((

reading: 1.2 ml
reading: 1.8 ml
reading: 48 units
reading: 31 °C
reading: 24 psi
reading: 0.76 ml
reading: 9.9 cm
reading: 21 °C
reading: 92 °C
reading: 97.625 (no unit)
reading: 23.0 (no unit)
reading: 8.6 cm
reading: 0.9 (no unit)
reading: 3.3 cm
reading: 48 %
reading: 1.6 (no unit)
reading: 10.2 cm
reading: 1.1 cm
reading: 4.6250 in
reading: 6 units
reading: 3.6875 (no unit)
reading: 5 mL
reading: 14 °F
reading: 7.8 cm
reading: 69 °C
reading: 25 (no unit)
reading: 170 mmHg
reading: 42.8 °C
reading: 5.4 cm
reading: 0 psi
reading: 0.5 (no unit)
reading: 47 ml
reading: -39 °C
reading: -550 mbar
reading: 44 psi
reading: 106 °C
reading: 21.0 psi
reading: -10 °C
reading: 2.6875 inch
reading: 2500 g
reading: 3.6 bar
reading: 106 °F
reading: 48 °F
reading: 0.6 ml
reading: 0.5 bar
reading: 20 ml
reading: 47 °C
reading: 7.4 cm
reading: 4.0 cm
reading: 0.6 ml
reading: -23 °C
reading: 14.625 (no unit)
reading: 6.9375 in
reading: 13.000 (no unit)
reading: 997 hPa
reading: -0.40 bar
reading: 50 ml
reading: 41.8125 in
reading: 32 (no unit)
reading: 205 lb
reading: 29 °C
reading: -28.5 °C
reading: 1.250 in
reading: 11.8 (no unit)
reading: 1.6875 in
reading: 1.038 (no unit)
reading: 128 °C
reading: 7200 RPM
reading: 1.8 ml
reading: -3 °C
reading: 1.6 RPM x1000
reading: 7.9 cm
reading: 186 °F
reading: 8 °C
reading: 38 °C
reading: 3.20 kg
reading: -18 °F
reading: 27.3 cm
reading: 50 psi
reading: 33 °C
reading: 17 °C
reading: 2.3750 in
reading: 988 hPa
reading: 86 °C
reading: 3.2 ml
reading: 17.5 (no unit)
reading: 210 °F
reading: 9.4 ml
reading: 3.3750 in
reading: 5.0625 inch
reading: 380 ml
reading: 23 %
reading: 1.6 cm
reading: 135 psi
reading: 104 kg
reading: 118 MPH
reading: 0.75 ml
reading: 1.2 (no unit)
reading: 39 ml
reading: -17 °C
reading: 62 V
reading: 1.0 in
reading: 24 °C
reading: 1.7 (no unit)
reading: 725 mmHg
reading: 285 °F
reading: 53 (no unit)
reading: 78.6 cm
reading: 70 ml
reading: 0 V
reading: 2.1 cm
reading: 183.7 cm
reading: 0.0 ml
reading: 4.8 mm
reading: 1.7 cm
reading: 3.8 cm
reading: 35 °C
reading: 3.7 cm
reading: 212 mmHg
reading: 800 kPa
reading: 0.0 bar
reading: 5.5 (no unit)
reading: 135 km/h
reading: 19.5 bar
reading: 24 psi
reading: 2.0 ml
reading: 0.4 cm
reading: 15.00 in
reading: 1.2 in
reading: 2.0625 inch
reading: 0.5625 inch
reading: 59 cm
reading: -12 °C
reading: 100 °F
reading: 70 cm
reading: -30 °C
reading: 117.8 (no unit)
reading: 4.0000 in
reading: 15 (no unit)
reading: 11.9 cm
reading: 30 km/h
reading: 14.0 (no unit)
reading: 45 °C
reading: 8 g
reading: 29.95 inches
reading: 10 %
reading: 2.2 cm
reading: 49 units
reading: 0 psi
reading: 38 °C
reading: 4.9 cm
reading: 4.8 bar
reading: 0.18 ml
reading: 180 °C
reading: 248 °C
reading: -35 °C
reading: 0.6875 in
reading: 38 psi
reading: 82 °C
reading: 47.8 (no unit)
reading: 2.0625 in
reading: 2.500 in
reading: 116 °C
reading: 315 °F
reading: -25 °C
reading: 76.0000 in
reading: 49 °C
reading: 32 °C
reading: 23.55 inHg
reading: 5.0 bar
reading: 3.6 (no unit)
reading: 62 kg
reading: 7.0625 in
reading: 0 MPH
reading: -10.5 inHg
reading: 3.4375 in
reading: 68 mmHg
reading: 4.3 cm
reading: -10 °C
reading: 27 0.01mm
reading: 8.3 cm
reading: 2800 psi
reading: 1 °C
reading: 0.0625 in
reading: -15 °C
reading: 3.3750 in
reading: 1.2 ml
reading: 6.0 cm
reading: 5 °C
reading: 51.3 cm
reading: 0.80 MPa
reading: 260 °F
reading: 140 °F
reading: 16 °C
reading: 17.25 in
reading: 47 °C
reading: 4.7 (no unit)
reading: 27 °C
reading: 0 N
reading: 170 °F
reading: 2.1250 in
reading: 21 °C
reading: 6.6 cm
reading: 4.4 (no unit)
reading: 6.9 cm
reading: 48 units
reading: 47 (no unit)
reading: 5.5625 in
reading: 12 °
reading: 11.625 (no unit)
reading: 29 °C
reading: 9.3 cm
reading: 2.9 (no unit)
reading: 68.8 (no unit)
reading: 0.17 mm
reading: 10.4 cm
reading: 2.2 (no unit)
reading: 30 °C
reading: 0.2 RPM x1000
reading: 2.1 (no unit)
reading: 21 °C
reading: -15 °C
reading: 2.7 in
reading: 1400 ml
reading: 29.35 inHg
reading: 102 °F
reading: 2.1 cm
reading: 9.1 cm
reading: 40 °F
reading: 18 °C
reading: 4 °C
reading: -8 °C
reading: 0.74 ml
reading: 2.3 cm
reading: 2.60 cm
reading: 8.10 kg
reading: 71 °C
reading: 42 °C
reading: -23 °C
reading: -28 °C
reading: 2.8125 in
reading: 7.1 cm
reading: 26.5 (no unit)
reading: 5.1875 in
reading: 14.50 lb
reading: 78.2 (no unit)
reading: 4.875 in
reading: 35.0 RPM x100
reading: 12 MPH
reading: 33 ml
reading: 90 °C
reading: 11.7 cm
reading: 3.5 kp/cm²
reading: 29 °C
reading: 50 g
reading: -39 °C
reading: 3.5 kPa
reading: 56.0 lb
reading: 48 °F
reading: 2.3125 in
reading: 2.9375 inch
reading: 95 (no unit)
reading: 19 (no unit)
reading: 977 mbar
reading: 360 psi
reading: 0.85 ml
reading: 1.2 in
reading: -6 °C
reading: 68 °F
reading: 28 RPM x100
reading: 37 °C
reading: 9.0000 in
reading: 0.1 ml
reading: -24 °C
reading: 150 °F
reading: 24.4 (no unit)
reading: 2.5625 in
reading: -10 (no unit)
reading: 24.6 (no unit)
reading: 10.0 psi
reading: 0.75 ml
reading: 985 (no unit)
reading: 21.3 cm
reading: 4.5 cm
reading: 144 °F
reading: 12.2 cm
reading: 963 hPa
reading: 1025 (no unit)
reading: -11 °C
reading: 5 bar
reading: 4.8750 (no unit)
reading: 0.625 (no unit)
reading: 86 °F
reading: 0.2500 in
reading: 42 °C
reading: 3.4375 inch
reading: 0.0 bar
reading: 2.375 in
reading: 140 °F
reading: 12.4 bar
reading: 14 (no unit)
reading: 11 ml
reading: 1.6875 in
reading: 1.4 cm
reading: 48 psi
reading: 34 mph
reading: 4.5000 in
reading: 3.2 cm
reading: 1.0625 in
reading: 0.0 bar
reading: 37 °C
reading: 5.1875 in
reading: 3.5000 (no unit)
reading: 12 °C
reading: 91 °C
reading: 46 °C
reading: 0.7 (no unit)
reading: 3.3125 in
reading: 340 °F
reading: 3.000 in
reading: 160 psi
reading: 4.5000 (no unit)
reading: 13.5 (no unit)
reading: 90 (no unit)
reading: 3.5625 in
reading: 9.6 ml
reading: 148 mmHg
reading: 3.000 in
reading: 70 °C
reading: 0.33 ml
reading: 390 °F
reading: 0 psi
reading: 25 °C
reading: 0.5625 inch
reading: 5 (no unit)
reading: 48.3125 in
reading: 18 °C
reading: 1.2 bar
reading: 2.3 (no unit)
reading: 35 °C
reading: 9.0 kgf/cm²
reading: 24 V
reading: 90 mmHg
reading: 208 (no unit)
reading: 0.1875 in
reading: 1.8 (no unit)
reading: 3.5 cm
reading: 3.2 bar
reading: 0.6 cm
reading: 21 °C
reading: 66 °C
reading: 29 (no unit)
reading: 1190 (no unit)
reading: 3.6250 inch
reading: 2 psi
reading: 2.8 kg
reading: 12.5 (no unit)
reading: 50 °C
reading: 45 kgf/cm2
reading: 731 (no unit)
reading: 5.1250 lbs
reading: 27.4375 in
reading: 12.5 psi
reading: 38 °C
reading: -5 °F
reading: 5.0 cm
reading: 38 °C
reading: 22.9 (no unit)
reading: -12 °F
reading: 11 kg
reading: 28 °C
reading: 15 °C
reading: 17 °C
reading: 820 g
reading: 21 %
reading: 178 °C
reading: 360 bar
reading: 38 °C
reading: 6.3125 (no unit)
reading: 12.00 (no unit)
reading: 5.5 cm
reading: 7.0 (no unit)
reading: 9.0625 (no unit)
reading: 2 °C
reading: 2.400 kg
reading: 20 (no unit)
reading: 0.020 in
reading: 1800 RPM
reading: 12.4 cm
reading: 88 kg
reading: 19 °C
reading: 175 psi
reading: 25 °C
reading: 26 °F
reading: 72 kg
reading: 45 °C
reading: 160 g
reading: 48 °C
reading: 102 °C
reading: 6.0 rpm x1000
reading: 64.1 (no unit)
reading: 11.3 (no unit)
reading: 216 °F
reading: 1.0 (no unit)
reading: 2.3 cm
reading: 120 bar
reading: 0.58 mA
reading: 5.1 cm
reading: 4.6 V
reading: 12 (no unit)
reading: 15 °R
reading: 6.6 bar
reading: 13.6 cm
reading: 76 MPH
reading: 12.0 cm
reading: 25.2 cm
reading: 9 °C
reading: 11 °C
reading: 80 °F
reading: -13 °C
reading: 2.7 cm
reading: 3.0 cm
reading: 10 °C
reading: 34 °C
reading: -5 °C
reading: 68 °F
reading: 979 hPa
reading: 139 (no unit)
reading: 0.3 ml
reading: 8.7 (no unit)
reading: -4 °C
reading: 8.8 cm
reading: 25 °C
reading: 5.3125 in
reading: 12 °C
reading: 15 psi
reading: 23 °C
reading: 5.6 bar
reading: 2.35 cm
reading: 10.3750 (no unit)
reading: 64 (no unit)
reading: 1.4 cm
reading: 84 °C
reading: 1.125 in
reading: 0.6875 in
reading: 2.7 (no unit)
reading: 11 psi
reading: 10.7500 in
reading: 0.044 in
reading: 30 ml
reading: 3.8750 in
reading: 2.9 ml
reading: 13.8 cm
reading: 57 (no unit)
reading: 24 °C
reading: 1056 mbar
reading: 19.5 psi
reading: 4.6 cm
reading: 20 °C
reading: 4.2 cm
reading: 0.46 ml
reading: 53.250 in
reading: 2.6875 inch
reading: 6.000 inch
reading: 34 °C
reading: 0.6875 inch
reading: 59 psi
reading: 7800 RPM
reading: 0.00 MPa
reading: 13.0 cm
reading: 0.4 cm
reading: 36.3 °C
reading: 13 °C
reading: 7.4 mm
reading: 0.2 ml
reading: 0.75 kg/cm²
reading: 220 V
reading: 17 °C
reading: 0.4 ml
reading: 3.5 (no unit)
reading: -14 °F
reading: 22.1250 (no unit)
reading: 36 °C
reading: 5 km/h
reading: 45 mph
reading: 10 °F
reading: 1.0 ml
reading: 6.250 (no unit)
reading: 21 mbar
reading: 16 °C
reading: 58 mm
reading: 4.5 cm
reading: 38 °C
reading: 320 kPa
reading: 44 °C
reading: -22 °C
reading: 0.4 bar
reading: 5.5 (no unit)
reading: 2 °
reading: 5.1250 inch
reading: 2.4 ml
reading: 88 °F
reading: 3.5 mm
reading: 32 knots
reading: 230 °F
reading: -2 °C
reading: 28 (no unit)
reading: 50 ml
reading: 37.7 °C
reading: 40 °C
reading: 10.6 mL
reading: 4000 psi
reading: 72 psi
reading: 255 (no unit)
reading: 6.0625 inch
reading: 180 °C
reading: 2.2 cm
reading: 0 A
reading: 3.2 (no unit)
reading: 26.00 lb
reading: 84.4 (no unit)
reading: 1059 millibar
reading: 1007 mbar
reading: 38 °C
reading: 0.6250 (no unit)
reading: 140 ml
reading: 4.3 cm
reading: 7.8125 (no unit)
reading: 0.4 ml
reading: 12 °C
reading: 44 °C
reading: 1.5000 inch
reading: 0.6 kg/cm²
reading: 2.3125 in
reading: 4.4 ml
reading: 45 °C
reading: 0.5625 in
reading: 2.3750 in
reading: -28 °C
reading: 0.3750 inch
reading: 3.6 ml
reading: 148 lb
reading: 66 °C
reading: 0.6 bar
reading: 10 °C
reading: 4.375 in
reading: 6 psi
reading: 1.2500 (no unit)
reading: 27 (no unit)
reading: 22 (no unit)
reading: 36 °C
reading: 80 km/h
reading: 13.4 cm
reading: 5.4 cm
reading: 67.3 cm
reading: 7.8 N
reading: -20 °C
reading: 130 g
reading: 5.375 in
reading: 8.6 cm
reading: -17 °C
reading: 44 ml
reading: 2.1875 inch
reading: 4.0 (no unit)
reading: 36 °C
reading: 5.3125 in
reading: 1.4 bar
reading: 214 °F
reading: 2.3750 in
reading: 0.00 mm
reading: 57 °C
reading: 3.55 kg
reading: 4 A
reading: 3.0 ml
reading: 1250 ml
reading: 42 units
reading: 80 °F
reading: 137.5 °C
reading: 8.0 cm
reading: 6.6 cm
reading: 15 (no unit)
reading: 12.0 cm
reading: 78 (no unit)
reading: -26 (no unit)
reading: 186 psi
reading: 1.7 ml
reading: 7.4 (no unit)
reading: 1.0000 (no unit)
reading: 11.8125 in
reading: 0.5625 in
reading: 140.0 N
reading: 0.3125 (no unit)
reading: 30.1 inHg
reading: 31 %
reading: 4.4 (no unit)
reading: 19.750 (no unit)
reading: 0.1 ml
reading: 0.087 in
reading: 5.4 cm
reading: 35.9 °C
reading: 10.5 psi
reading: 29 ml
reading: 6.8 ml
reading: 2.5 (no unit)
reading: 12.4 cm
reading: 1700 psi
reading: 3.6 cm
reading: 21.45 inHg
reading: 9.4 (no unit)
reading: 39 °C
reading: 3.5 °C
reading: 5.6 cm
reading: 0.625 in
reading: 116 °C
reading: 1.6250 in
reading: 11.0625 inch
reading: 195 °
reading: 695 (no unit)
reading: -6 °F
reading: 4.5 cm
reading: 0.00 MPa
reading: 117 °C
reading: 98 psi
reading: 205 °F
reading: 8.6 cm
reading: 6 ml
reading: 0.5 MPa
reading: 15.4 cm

))

# [Directions for this task]
Among the records above, repeat exactly the line with "reading: 731 (no unit)", the line with "reading: 13.0 cm", and every line in between, and only those.

# [Solved problem]
reading: 731 (no unit)
reading: 5.1250 lbs
reading: 27.4375 in
reading: 12.5 psi
reading: 38 °C
reading: -5 °F
reading: 5.0 cm
reading: 38 °C
reading: 22.9 (no unit)
reading: -12 °F
reading: 11 kg
reading: 28 °C
reading: 15 °C
reading: 17 °C
reading: 820 g
reading: 21 %
reading: 178 °C
reading: 360 bar
reading: 38 °C
reading: 6.3125 (no unit)
reading: 12.00 (no unit)
reading: 5.5 cm
reading: 7.0 (no unit)
reading: 9.0625 (no unit)
reading: 2 °C
reading: 2.400 kg
reading: 20 (no unit)
reading: 0.020 in
reading: 1800 RPM
reading: 12.4 cm
reading: 88 kg
reading: 19 °C
reading: 175 psi
reading: 25 °C
reading: 26 °F
reading: 72 kg
reading: 45 °C
reading: 160 g
reading: 48 °C
reading: 102 °C
reading: 6.0 rpm x1000
reading: 64.1 (no unit)
reading: 11.3 (no unit)
reading: 216 °F
reading: 1.0 (no unit)
reading: 2.3 cm
reading: 120 bar
reading: 0.58 mA
reading: 5.1 cm
reading: 4.6 V
reading: 12 (no unit)
reading: 15 °R
reading: 6.6 bar
reading: 13.6 cm
reading: 76 MPH
reading: 12.0 cm
reading: 25.2 cm
reading: 9 °C
reading: 11 °C
reading: 80 °F
reading: -13 °C
reading: 2.7 cm
reading: 3.0 cm
reading: 10 °C
reading: 34 °C
reading: -5 °C
reading: 68 °F
reading: 979 hPa
reading: 139 (no unit)
reading: 0.3 ml
reading: 8.7 (no unit)
reading: -4 °C
reading: 8.8 cm
reading: 25 °C
reading: 5.3125 in
reading: 12 °C
reading: 15 psi
reading: 23 °C
reading: 5.6 bar
reading: 2.35 cm
reading: 10.3750 (no unit)
reading: 64 (no unit)
reading: 1.4 cm
reading: 84 °C
reading: 1.125 in
reading: 0.6875 in
reading: 2.7 (no unit)
reading: 11 psi
reading: 10.7500 in
reading: 0.044 in
reading: 30 ml
reading: 3.8750 in
reading: 2.9 ml
reading: 13.8 cm
reading: 57 (no unit)
reading: 24 °C
reading: 1056 mbar
reading: 19.5 psi
reading: 4.6 cm
reading: 20 °C
reading: 4.2 cm
reading: 0.46 ml
reading: 53.250 in
reading: 2.6875 inch
reading: 6.000 inch
reading: 34 °C
reading: 0.6875 inch
reading: 59 psi
reading: 7800 RPM
reading: 0.00 MPa
reading: 13.0 cm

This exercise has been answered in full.